On Monday, the Guardian launched “The Counted,” an impressive interactive database of Americans killed by police since the start of the year. As of Tuesday, the database had 467 entries; the Guardian plans to add to it going forward.

As we’ve written repeatedly, official statistics on police killings are deeply flawed. So the Guardian is building its data set by combining media coverage, reader submissions and open-sourced efforts like Fatal Encounters and Killed by Police, which we’ve previously found to be reliable. The Guardian then verifies those incidents with its own reporting; it calls its data “verified crowdsourced.” Wherever possible, it includes demographic information on those killed, such as age, sex and race,1 as well as basic details on the incidents themselves.

The Guardian data set also includes the addresses where the killings took place. My colleague Reuben Fischer-Baum converted those addresses into census tracts, which allows us to look at demographic and economic information on the neighborhoods where these deaths occurred. (The Guardian is making its full data set available for download, which gives us, as well as other researchers, journalists and the public at large, a chance to build on its work.)

The table below gives some basic information on race2 and income by census tract.3

One thing that’s clear from the data: Police killings tend to take place in neighborhoods that are poorer and blacker than the U.S. as a whole. About 30 percent of the killings — 139 of the 467 — took place in census tracts that are in the bottom 20 percent nationally in terms of household income.4 A quarter of those killed by police died in tracts with majority-black populations; nationally, just 7 percent of the population lives in majority-black tracts.

Black Americans were especially likely to be killed in poorer neighborhoods. Of the 136 African-Americans killed by police who are in the Guardian’s database, 56 — more than 40 percent — died in tracts in the poorest 20 percent nationally. But that may say more about overall racial inequality than about policing per se: African-Americans were killed in low-income areas at roughly the same rate that they live in them.5

Those numbers fit a narrative that emerged after the deaths of Michael Brown in Ferguson, Missouri, and of Freddie Gray in Baltimore. Both occurred in poor, predominantly black neighborhoods with few jobs and limited educational opportunities. Protesters who took to the streets after those deaths often cited economic conditions — along with police tactics they saw as discriminatory — as an underlying cause of their anger.
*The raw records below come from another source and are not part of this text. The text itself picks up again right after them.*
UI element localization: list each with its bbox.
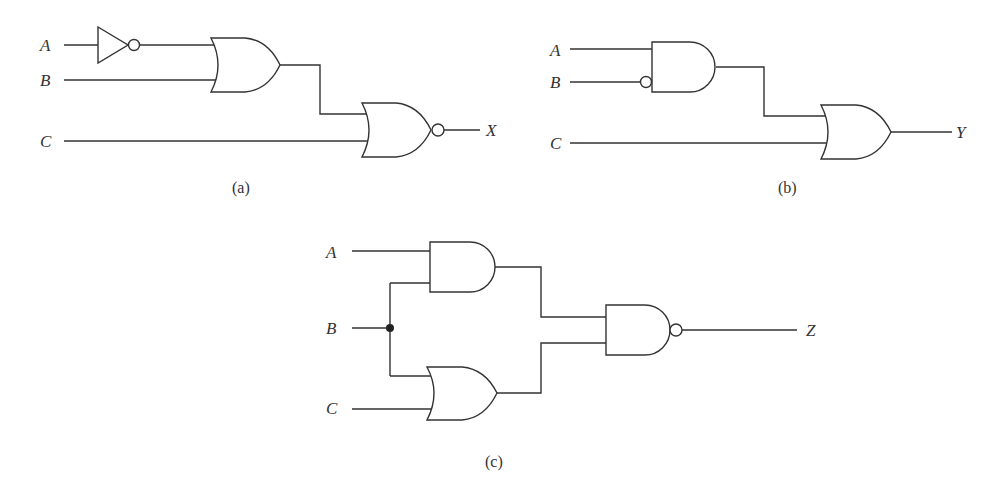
not-gate-icon	[98, 27, 128, 63]
wire-or-out	[497, 343, 606, 393]
not-bubble-icon	[129, 40, 140, 51]
caption-b: (b)	[778, 179, 797, 197]
nand-bubble-icon	[670, 324, 682, 336]
or-gate-icon	[211, 38, 280, 92]
nand-gate-icon	[606, 305, 670, 355]
output-label-x: X	[485, 121, 497, 140]
and-gate-icon	[430, 242, 495, 292]
output-label-z: Z	[806, 321, 816, 340]
input-label-a: A	[549, 41, 561, 60]
panel-a: A B C X (a)	[39, 27, 497, 197]
wire-b-branch	[390, 283, 432, 376]
output-label-y: Y	[956, 123, 967, 142]
inverted-input-bubble-icon	[641, 77, 652, 88]
or-gate-icon	[427, 367, 497, 420]
logic-diagram: A B C X (a) A B C Y	[0, 0, 1003, 491]
input-label-b: B	[326, 319, 337, 338]
junction-dot-icon	[386, 324, 394, 332]
input-label-c: C	[40, 132, 52, 151]
panel-b: A B C Y (b)	[549, 41, 967, 197]
and-gate-icon	[652, 42, 715, 92]
input-label-a: A	[325, 243, 337, 262]
input-label-a: A	[39, 36, 51, 55]
caption-a: (a)	[232, 179, 250, 197]
wire-and-out	[495, 267, 606, 317]
input-label-c: C	[326, 399, 338, 418]
wire-and-out	[716, 67, 826, 116]
input-label-c: C	[550, 134, 562, 153]
or-gate-icon	[821, 105, 891, 159]
caption-c: (c)	[485, 453, 503, 471]
nor-bubble-icon	[432, 124, 444, 136]
input-label-b: B	[550, 73, 561, 92]
wire-or-out	[280, 65, 368, 114]
panel-c: A B C Z (c)	[325, 242, 816, 471]
nor-gate-icon	[362, 103, 431, 157]
input-label-b: B	[40, 71, 51, 90]
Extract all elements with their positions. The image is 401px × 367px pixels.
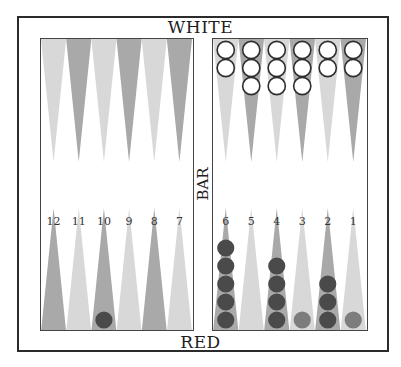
bar-label: BAR: [194, 167, 212, 200]
board-right-half: 654321: [212, 38, 368, 331]
right-points-svg: [213, 39, 368, 331]
red-checker[interactable]: [319, 293, 336, 310]
point-18[interactable]: [167, 39, 192, 162]
red-checker[interactable]: [319, 275, 336, 292]
white-checker[interactable]: [268, 77, 285, 94]
white-checker[interactable]: [319, 59, 336, 76]
red-checker-faded[interactable]: [345, 311, 362, 328]
red-checker[interactable]: [268, 311, 285, 328]
point-15[interactable]: [91, 39, 116, 162]
red-checker[interactable]: [217, 311, 234, 328]
red-checker[interactable]: [268, 275, 285, 292]
white-checker[interactable]: [243, 59, 260, 76]
point-number: 12: [41, 215, 66, 228]
red-checker[interactable]: [217, 293, 234, 310]
white-checker[interactable]: [268, 41, 285, 58]
white-checker[interactable]: [319, 41, 336, 58]
point-number: 6: [213, 215, 238, 228]
red-checker-faded[interactable]: [294, 311, 311, 328]
white-checker[interactable]: [217, 59, 234, 76]
point-16[interactable]: [117, 39, 142, 162]
white-checker[interactable]: [345, 59, 362, 76]
player-label-red: RED: [0, 332, 401, 352]
white-checker[interactable]: [243, 77, 260, 94]
white-checker[interactable]: [294, 59, 311, 76]
red-checker[interactable]: [319, 311, 336, 328]
red-checker[interactable]: [217, 239, 234, 256]
point-number: 11: [66, 215, 91, 228]
point-number: 5: [239, 215, 264, 228]
player-label-white: WHITE: [0, 17, 401, 37]
white-checker[interactable]: [345, 41, 362, 58]
point-number: 7: [167, 215, 192, 228]
white-checker[interactable]: [217, 41, 234, 58]
point-number: 4: [264, 215, 289, 228]
red-checker[interactable]: [217, 257, 234, 274]
white-checker[interactable]: [294, 77, 311, 94]
point-14[interactable]: [66, 39, 91, 162]
point-number: 9: [117, 215, 142, 228]
point-number: 1: [341, 215, 366, 228]
red-checker[interactable]: [268, 293, 285, 310]
red-checker[interactable]: [217, 275, 234, 292]
left-points-svg: [41, 39, 194, 331]
white-checker[interactable]: [294, 41, 311, 58]
point-number: 10: [91, 215, 116, 228]
point-13[interactable]: [41, 39, 66, 162]
point-number: 2: [315, 215, 340, 228]
white-checker[interactable]: [243, 41, 260, 58]
point-number: 3: [290, 215, 315, 228]
board-left-half: 121110987: [40, 38, 194, 331]
point-number: 8: [142, 215, 167, 228]
red-checker[interactable]: [268, 257, 285, 274]
point-17[interactable]: [142, 39, 167, 162]
white-checker[interactable]: [268, 59, 285, 76]
red-checker[interactable]: [95, 311, 112, 328]
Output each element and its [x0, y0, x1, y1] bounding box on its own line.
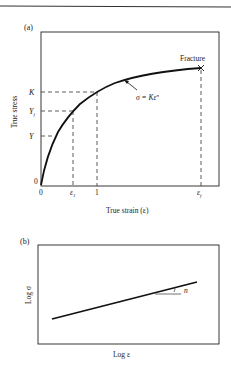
y-tick-k: K — [28, 88, 35, 97]
panel-a: (a) Fracture σ = Kεn K Yf Y 0 0 — [10, 23, 219, 215]
x-tick-zero: 0 — [39, 188, 43, 197]
x-tick-epsf-sub: f — [200, 193, 202, 198]
y-tick-y: Y — [29, 132, 35, 141]
x-axis-label-log: Log ε — [113, 350, 130, 359]
annotation-arrow-line — [127, 82, 137, 90]
equation-exponent: n — [156, 93, 159, 98]
flow-curve — [41, 68, 201, 185]
top-rule — [0, 6, 231, 7]
equation-base: σ = Kε — [136, 93, 157, 102]
y-axis-label: True stress — [10, 96, 19, 129]
fracture-label: Fracture — [180, 54, 206, 63]
curve-equation: σ = Kεn — [136, 93, 159, 102]
x-tick-one: 1 — [95, 188, 99, 197]
x-tick-eps1-sub: 1 — [73, 193, 76, 198]
slope-triangle — [155, 287, 181, 294]
y-tick-zero: 0 — [34, 177, 38, 186]
panel-b: (b) n Log ε Log σ — [20, 237, 219, 359]
guide-lines — [41, 70, 201, 186]
y-axis-label-log: Log σ — [24, 286, 33, 304]
x-tick-eps1: ε1 — [70, 188, 75, 198]
x-axis-label: True strain (ε) — [106, 206, 149, 215]
panel-b-label: (b) — [20, 237, 30, 246]
y-tick-yf: Yf — [29, 107, 35, 117]
log-log-line — [52, 282, 197, 319]
x-tick-epsf: εf — [197, 188, 202, 198]
panel-b-frame — [38, 245, 219, 344]
y-tick-yf-sub: f — [33, 112, 35, 117]
panel-a-label: (a) — [24, 23, 33, 32]
stress-strain-figure: (a) Fracture σ = Kεn K Yf Y 0 0 — [0, 0, 231, 369]
slope-label: n — [184, 286, 188, 295]
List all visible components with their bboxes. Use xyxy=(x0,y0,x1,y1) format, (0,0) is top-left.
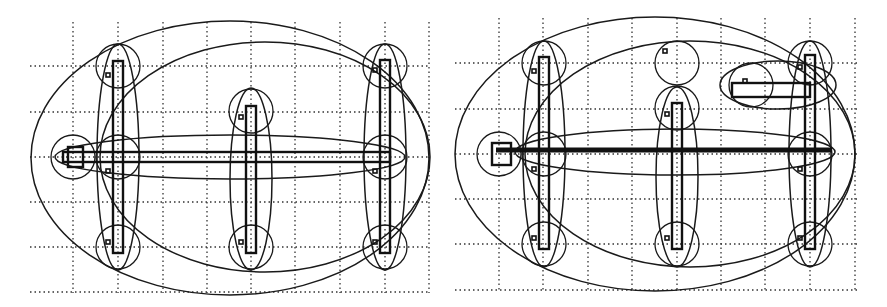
diagram-panel-left xyxy=(0,0,440,307)
left-diagram-svg xyxy=(0,0,440,307)
small-squares xyxy=(106,68,377,244)
bars xyxy=(492,55,832,249)
small-squares xyxy=(532,49,802,240)
diagram-panel-right xyxy=(440,0,887,307)
right-diagram-svg xyxy=(440,0,887,307)
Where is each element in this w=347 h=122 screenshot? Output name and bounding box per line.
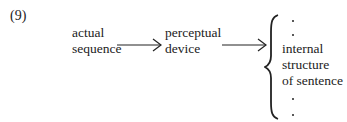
node-text-line: actual [72,25,121,41]
node-text-line: device [165,41,221,57]
ellipsis-dot [292,98,294,100]
ellipsis-dot [292,20,294,22]
node-internal-structure: internal structure of sentence [282,41,343,89]
node-text-line: sequence [72,41,121,57]
node-text-line: of sentence [282,73,343,89]
node-perceptual-device: perceptual device [165,25,221,57]
curly-brace-icon [264,14,280,120]
example-number: (9) [10,8,26,24]
arrow-right-icon [117,38,163,52]
node-text-line: internal [282,41,343,57]
node-actual-sequence: actual sequence [72,25,121,57]
ellipsis-dot [292,114,294,116]
node-text-line: perceptual [165,25,221,41]
ellipsis-dot [292,34,294,36]
arrow-right-icon [222,38,268,52]
node-text-line: structure [282,57,343,73]
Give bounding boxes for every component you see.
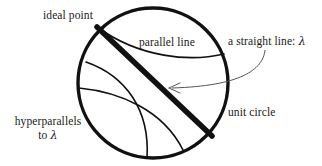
label-hyperparallels-line1: hyperparallels [15, 115, 82, 127]
label-straight-line-text: a straight line: [228, 35, 298, 47]
hyperbolic-geometry-diagram: ideal point parallel line a straight lin… [0, 0, 322, 166]
hyperparallel-arc-1 [86, 62, 147, 158]
lambda-symbol-hyperparallels: λ [50, 128, 57, 142]
label-unit-circle: unit circle [228, 106, 275, 120]
label-parallel-line: parallel line [139, 36, 195, 50]
lambda-symbol-straight-line: λ [298, 34, 305, 48]
label-ideal-point: ideal point [43, 9, 93, 23]
label-straight-line: a straight line: λ [228, 35, 306, 49]
label-hyperparallels: hyperparallelsto λ [5, 115, 91, 142]
label-hyperparallels-line2: to λ [5, 129, 91, 143]
label-hyperparallels-to: to [38, 129, 50, 141]
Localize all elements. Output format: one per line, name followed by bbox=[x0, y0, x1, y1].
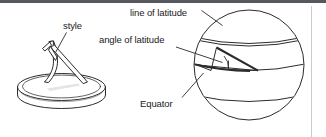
globe-group bbox=[193, 10, 305, 120]
label-style: style bbox=[63, 21, 82, 31]
leader-line-line-of-latitude bbox=[202, 11, 223, 26]
label-angle-of-latitude: angle of latitude bbox=[99, 35, 164, 45]
figure-canvas: style line of latitude angle of latitude… bbox=[0, 0, 326, 137]
sundial-group bbox=[18, 41, 106, 109]
leader-line-style bbox=[56, 33, 67, 53]
label-equator: Equator bbox=[140, 99, 173, 109]
label-line-of-latitude: line of latitude bbox=[130, 8, 187, 18]
diagram-illustration bbox=[0, 0, 326, 137]
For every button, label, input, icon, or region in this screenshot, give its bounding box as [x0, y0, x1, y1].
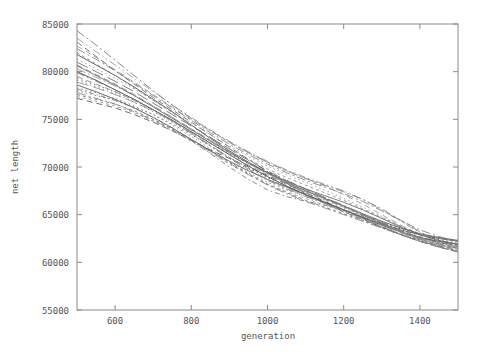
x-tick-label: 1200	[333, 316, 355, 326]
y-tick-label: 85000	[42, 20, 69, 30]
series-line	[77, 46, 458, 248]
y-tick-label: 65000	[42, 210, 69, 220]
series-line	[77, 49, 458, 242]
y-tick-label: 60000	[42, 258, 69, 268]
series-line	[77, 31, 458, 246]
series-line	[77, 89, 458, 246]
chart-figure: 6008001000120014005500060000650007000075…	[0, 0, 478, 352]
series-line	[77, 78, 458, 243]
plot-frame	[77, 24, 458, 310]
series-line	[77, 85, 458, 241]
chart-tick-labels: 6008001000120014005500060000650007000075…	[42, 20, 431, 327]
x-tick-label: 1400	[409, 316, 431, 326]
x-tick-label: 600	[107, 316, 123, 326]
chart-axes	[77, 24, 458, 310]
y-tick-label: 75000	[42, 115, 69, 125]
series-line	[77, 65, 458, 252]
x-axis-title: generation	[241, 331, 295, 341]
y-tick-label: 55000	[42, 306, 69, 316]
series-line	[77, 53, 458, 246]
y-tick-label: 80000	[42, 67, 69, 77]
chart-series-group	[77, 31, 458, 252]
y-tick-label: 70000	[42, 163, 69, 173]
series-line	[77, 66, 458, 244]
series-line	[77, 91, 458, 248]
series-line	[77, 72, 458, 245]
x-tick-label: 1000	[257, 316, 279, 326]
series-line	[77, 73, 458, 248]
series-line	[77, 55, 458, 241]
line-chart: 6008001000120014005500060000650007000075…	[0, 0, 478, 352]
series-line	[77, 62, 458, 246]
series-line	[77, 38, 458, 247]
x-tick-label: 800	[183, 316, 199, 326]
y-axis-title: net length	[10, 140, 20, 194]
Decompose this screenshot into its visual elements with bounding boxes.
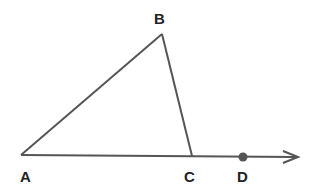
label-c: C xyxy=(184,168,195,185)
triangle-diagram xyxy=(0,0,315,195)
label-b: B xyxy=(154,10,165,27)
ray-ad xyxy=(21,155,296,157)
segment-ab xyxy=(21,34,162,155)
point-d xyxy=(239,153,248,162)
segment-bc xyxy=(162,34,192,156)
label-d: D xyxy=(237,168,248,185)
label-a: A xyxy=(20,168,31,185)
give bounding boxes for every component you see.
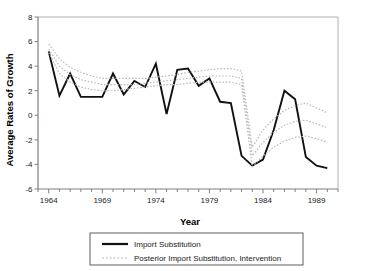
x-tick-label: 1974 xyxy=(147,196,165,205)
series-line-2 xyxy=(49,44,328,147)
plot-frame xyxy=(38,17,338,189)
y-tick-label: -6 xyxy=(25,185,33,194)
y-tick-label: 2 xyxy=(28,87,33,96)
x-tick-label: 1969 xyxy=(93,196,111,205)
y-tick-label: 4 xyxy=(28,62,33,71)
legend-label-1: Import Substitution xyxy=(134,240,201,249)
y-tick-label: -4 xyxy=(25,160,33,169)
x-tick-label: 1979 xyxy=(201,196,219,205)
chart-legend: Import SubstitutionPosterior Import Subs… xyxy=(90,233,303,265)
series-lines xyxy=(49,44,328,168)
series-line-3 xyxy=(49,49,328,156)
x-axis-label: Year xyxy=(180,216,200,227)
x-tick-label: 1984 xyxy=(254,196,272,205)
x-axis-ticks: 196419691974197919841989 xyxy=(38,189,338,205)
y-tick-label: 6 xyxy=(28,37,33,46)
x-tick-label: 1989 xyxy=(308,196,326,205)
y-axis-label: Average Rates of Growth xyxy=(4,53,15,166)
chart-figure: 86420-2-4-6 196419691974197919841989 Ave… xyxy=(0,0,375,271)
y-tick-label: -2 xyxy=(25,136,33,145)
legend-label-2: Posterior Import Substitution, Intervent… xyxy=(134,254,281,263)
line-chart: 86420-2-4-6 196419691974197919841989 Ave… xyxy=(0,0,375,271)
y-tick-label: 0 xyxy=(28,111,33,120)
y-tick-label: 8 xyxy=(28,13,33,22)
plot-border xyxy=(38,17,338,189)
y-axis-ticks: 86420-2-4-6 xyxy=(25,13,38,194)
x-tick-label: 1964 xyxy=(40,196,58,205)
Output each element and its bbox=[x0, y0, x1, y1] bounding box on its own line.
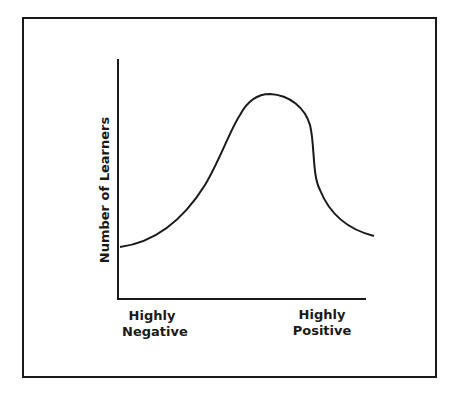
x-right-label-line1: Highly bbox=[292, 307, 352, 323]
y-axis-label: Number of Learners bbox=[97, 117, 112, 263]
x-tick-label-negative: Highly Negative bbox=[122, 308, 182, 340]
x-tick-label-positive: Highly Positive bbox=[292, 307, 352, 339]
distribution-curve bbox=[120, 94, 374, 247]
x-left-label-line1: Highly bbox=[122, 308, 182, 324]
chart-plot bbox=[0, 0, 463, 399]
x-left-label-line2: Negative bbox=[122, 324, 182, 340]
x-right-label-line2: Positive bbox=[292, 323, 352, 339]
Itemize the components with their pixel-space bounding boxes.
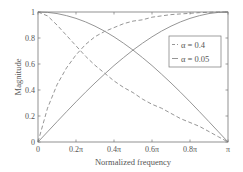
- x-tick-label: π: [226, 145, 230, 154]
- series-line-0: [38, 12, 228, 142]
- y-tick-label: 1: [31, 8, 35, 17]
- x-tick-label: 0.6π: [145, 145, 159, 154]
- axes: 00.2π0.4π0.6π0.8ππ00.20.40.60.81: [25, 8, 230, 154]
- series-line-3: [38, 12, 228, 142]
- legend-label-alpha-0-4: α = 0.4: [181, 40, 206, 50]
- x-tick-label: 0.4π: [107, 145, 121, 154]
- y-axis-label: Magnitude: [13, 58, 23, 95]
- x-axis-label: Normalized frequency: [95, 157, 172, 167]
- plot-area: [38, 12, 228, 142]
- x-tick-label: 0: [36, 145, 40, 154]
- legend-label-alpha-0-05: α = 0.05: [181, 54, 209, 64]
- series-line-1: [38, 12, 228, 142]
- y-tick-label: 0: [31, 138, 35, 147]
- y-tick-label: 0.8: [25, 34, 35, 43]
- axes-frame: [38, 12, 228, 142]
- series-line-2: [38, 12, 228, 142]
- y-tick-label: 0.6: [25, 60, 35, 69]
- magnitude-chart: 00.2π0.4π0.6π0.8ππ00.20.40.60.81 Normali…: [0, 0, 243, 172]
- y-tick-label: 0.2: [25, 112, 35, 121]
- x-tick-label: 0.2π: [69, 145, 83, 154]
- x-tick-label: 0.8π: [183, 145, 197, 154]
- legend: α = 0.4 α = 0.05: [169, 36, 221, 67]
- y-tick-label: 0.4: [25, 86, 35, 95]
But by no means do all police killings fit this pattern. Take one example: In February, Vincent Cordaro, a 57-year-old white man, was fatally shot in his home in Rockland County, New York – a New York City suburb where the median household income is more than $140,000.

Like most of the people in the Guardian’s database, Cordaro was armed when he died: According to news reports, he threatened his family with a shotgun and was killed after a seven-hour standoff with police.

But incidents that look more like ones that have been in the news — unarmed black men shot by police — can happen anywhere. Frank Shephard III, for example, was shot in a census tract in Houston with a median household income of more than $80,000; police said he had fled a traffic stop.

The numbers in the table above are based on where people died, not where they lived. In some cases, that can yield some strange results. Natasha McKenna, for example, died in a county jail in Fairfax, Virginia, that happens to be in one of the richest census tracts in the country.

In other words, interpret the numbers with caution. But thanks to the Guardian, and the groups whose data-collection efforts it relies on, we at least have some numbers to work with.

We’ve posted more data on GitHub. The GitHub data also includes codes for the census tracts, which makes it easy to link it up to other census statistics. We’d love to know what you find.

Footnotes

  1. Race is unavailable in some cases and may be wrong in others. The Guardian has a good description of how it collects information on race on its site.

  2. ”White” in the table refers to non-Hispanic white.

  3. Census tracts vary a lot in size but have populations that range from 1,200 to 8,000.

  4. Tracts aren’t population-weighted, so a tract in rural Wyoming and a tract in New York City count equally in this calculation. Nationally, about 16 percent of the population lives in the poorest 20 percent of census tracts.

  5. More precisely, 42 percent of police killings of blacks took place in census tracts in the bottom 20 percent by median income; about 44 percent of African-Americans live in such census tracts. The rest of the distribution is similar.

Ben Casselman was a senior editor and the chief economics writer for FiveThirtyEight.